Wednesday, November 9, 2022

Democracy, Good And Hard

As of this writing,* it appears that there will not only be no “red wave” from the midterms, but it may turn out the Biden’s Dems may have the best outcomes of any election in the last 20 years. It’s possible that the GOP will eke out a majority in the House, though it appears that the “quality candidates” blew the Senate. Who thought Herschel Walker was viable candidate for senator, other than a pathetic fraud whose sole concern was fealty to him personally?

As Mencken said, “Democracy is the theory that the common people know what they want, and deserve to get it good and hard.” Maybe the common people aren’t as stupid as some would have us believe. There are, of course, many elected who are fools and knaves, if not both, but there are always outliers and they don’t change the bigger picture.

Not being a Republican or a conservative, and as I’ve made sufficiently clear here many times over, the Trumpian tilt of the GOP has made it impossible to support the election deniers, racists, and general nutjobs that have either seized control of the party or acquiesced to the party’s seizure to keep their jobs. To the extent this election reflects the “common people’s” rejection of their allegiance to the worst extremes and Trump, that this is a crushing defeat should be a lesson that no matter how awful the Democrats, Americans don’t want you more.

But what does an old school liberal’s views of the failure of a party with which he would never support matter? No doubt the spin machine will crank up to manufacture lies to cover up this massive failure. Were elections stolen by invisible space aliens again? Who knows why Pennsylvanians preferred a guy with a stroke to a Jersey carpetbagging Trump sycophant? But they did, and they’re no wild-eyed wokesters.

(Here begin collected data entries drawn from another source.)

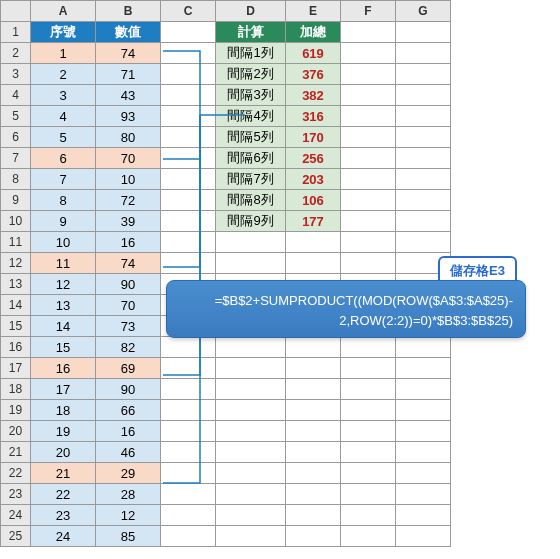 The width and height of the screenshot is (560, 559). Describe the element at coordinates (251, 180) in the screenshot. I see `cell: 間隔7列` at that location.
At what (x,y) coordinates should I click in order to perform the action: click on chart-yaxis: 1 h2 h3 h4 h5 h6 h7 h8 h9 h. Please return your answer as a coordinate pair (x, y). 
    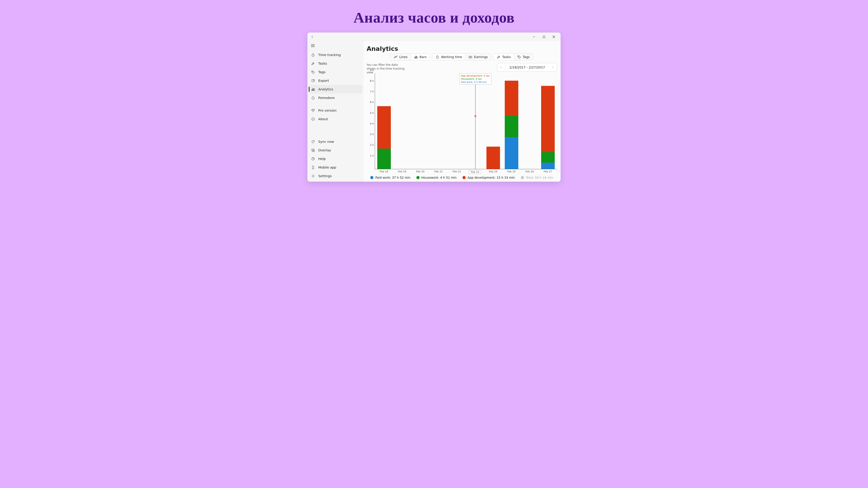
    Looking at the image, I should click on (371, 121).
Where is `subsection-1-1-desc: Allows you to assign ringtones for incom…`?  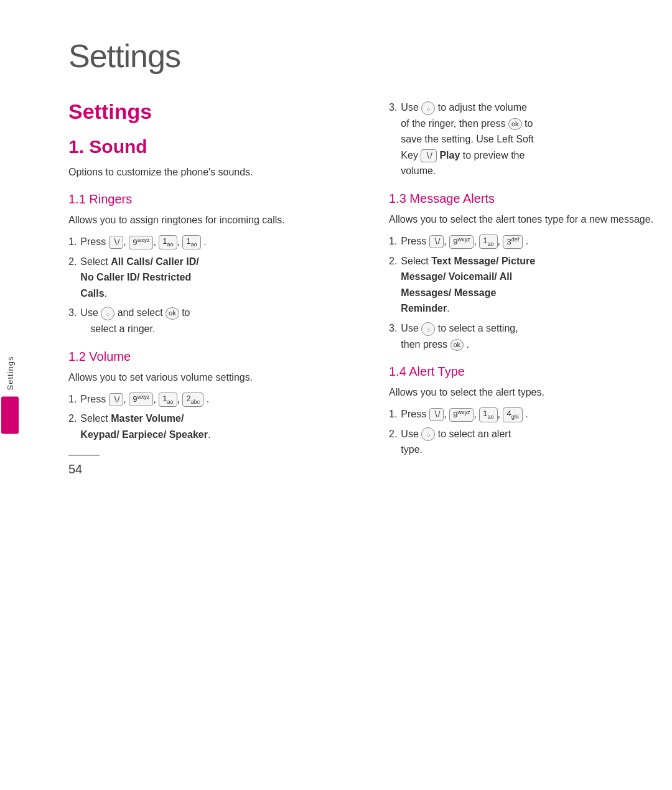 subsection-1-1-desc: Allows you to assign ringtones for incom… is located at coordinates (210, 220).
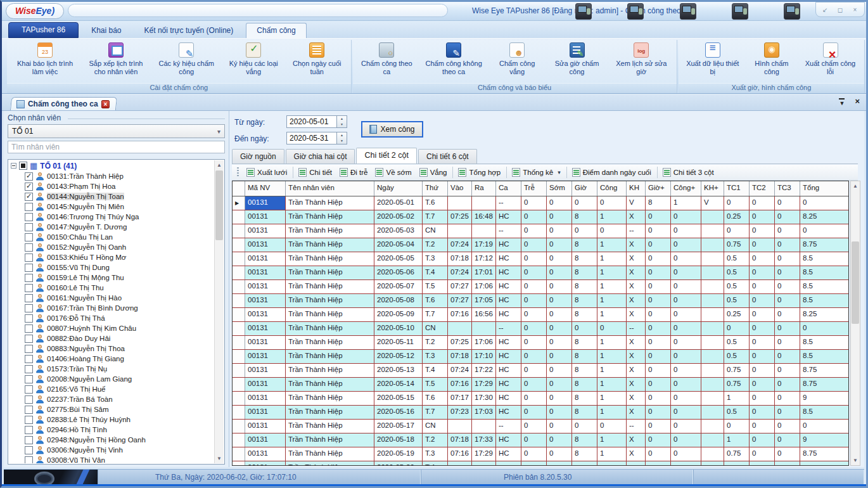 The width and height of the screenshot is (868, 488). I want to click on table-row: 00131Trần Thành Hiệp2020-05-11T.207:2517…, so click(540, 343).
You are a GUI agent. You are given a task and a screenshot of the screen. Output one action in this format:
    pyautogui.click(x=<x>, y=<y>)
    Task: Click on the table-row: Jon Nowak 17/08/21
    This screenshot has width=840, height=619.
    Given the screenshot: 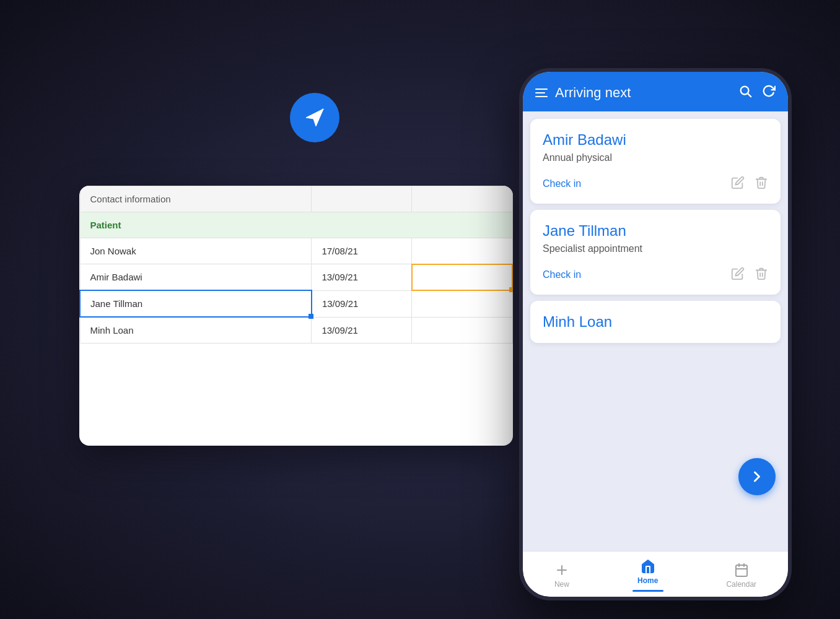 What is the action you would take?
    pyautogui.click(x=296, y=251)
    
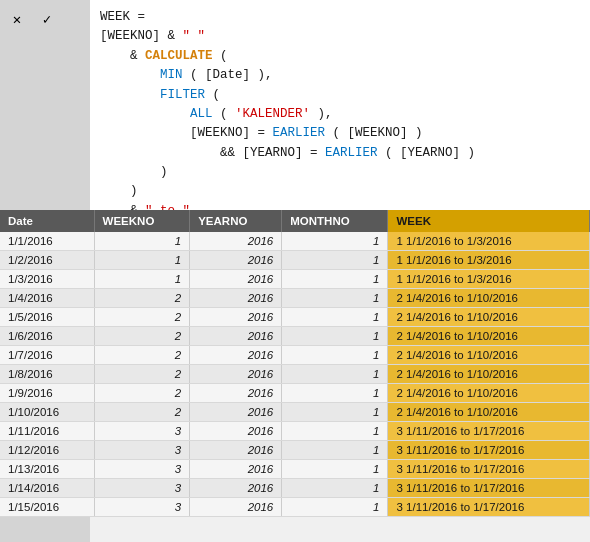 The image size is (590, 542). I want to click on confirm-button: ✓, so click(47, 19).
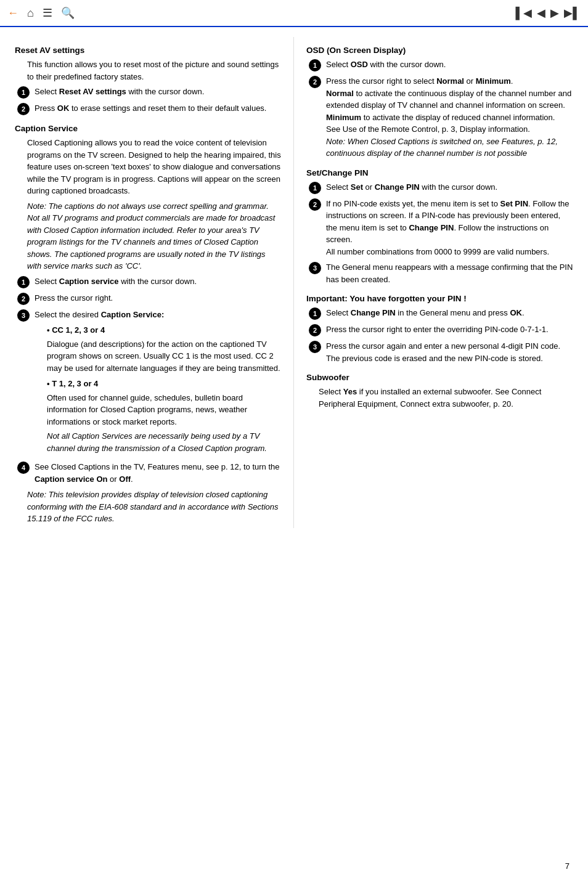 The width and height of the screenshot is (588, 883). What do you see at coordinates (441, 187) in the screenshot?
I see `pin-step1: 1 Select Set or Change PIN with the curs…` at bounding box center [441, 187].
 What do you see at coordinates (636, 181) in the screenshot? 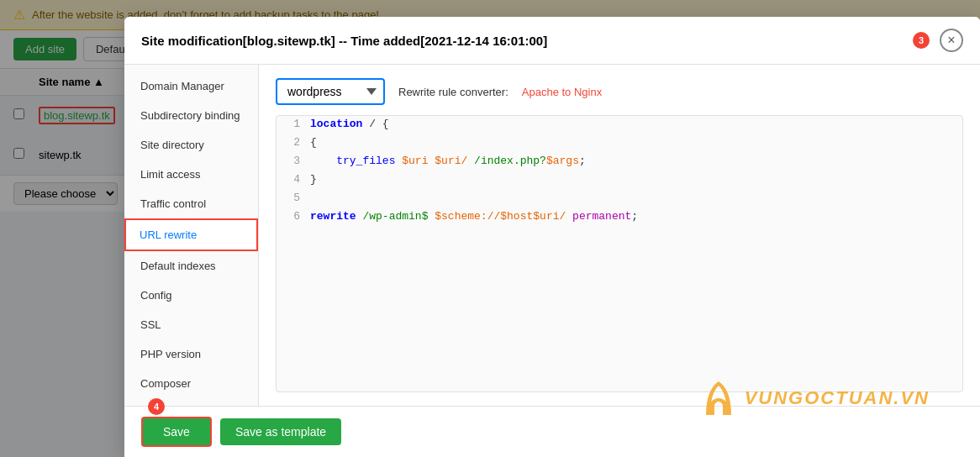
I see `line-content-4: }` at bounding box center [636, 181].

Then again, the fact that there was even a doubt for Democrats running against some of the more incompetent, ignorant and insane candidates ever amassed should suck the wind out of their self-serving lies as well. This was an election to see which party could snatch defeat from the jaws of victory. This was an election that could have been swept by the party that could offer sanity, normality. Neither party could pull that off. Both parties were controlled by their worst, most extreme, most unacceptable wings. That’s what made it a horse race.

Will the Republicans be chastisted by their massive failure to win? Will they grasp that endorsement by Trump is their death, even by those who would otherwise vote Republican? Don’t forget, this mutt cost the GOP the Senate for the last two years because of his twisted ego, because he’s always been only about him and never about anything else, particularly you.

My far greater concern, however, is that the opportunity to swing the Democrats back to liberalism and put an end in this cultural revolution waged by the woke against the vast majority of Americans who find them nearly as repugnant as Trump, has been lost. That their campaign theme remains “we’re less evil then Republicans” may have saved them from a red wave, but less evil is still evil. But did the potential for such a revelation die with their holding off the red wave?

If Democrats lose big on Tuesday, as it appears they might, it will be time to ask some serious questions, including: How is it possible that they lost to a political party as weird and conspiratorial as today’s version of the GOP?

This was published before the election. Even then, the reactions were the usual denial, rejection and infantile snark that reflects the deepest thoughts of the hard left.

According to Third Way’s findings, “Despite a roster of GOP candidates who are extreme by any standard, voters see Democrats as just as extreme…”

Progressive readers may have difficulty understanding this, but for much of the country (and I’m not just talking about Trump fans), far-left ideas and activists are more troubling than the crazy candidates and conspiracies on the right.

Hot-button topics like critical race theory, transgender issues in schools, “social justice” riots, and “defund the police,” are simply more bothersome to a lot of the electorate than Trump’s attempts to overturn the 2020 election.

There were no winning the midterms for most of us, a reality that many realized but few admitted. If the predicted red wave happened, it might have been understood as a repudiation of the culture war progressives were desperately seeking to ram down people’s throats. Then again, it meant that morons and dangerous nutjobs would hold office, which wasn’t a good thing. And if the red wave failed, would the Trumpkins finally grasp that their idol was made of tin? At the same, time, would the wokies believe this meant America wanted to be reimagined as a world of safe spaces, microaggressions and land acknowledgements plus personal pronouns?

Either party could have owned this country with candidates of moderate intelligence, a modicum of integrity and a rejection of their tribes extreme fringes. Neither party could pull it off. The best we can hope for is another two years of congressional paralysis so that Biden doesn’t squander a few more trillion and make plural pronouns the law of the land by Executive Order.

No lesson will be learned. No one will be saved. And the prospect of the next election, a presidential election, with no candidate as yet that a nation will want to vote for, looms large. The Dems sought to make this election existential for democracy, and the Reps did their best to help the Dems make the case, but what kind of democracy do we have when election after election, our votes are cast against the candidate we find most despicable rather than for a candidate we want in office?

To the extent Mencken was right, we common people know what we don’t want, but what of those of us who have no option to vote for someone we do want? We get an election like this, and neither side will learn anything from it.

*I say this because some dolt later today will bring up things that have yet to happen to “correct” something here.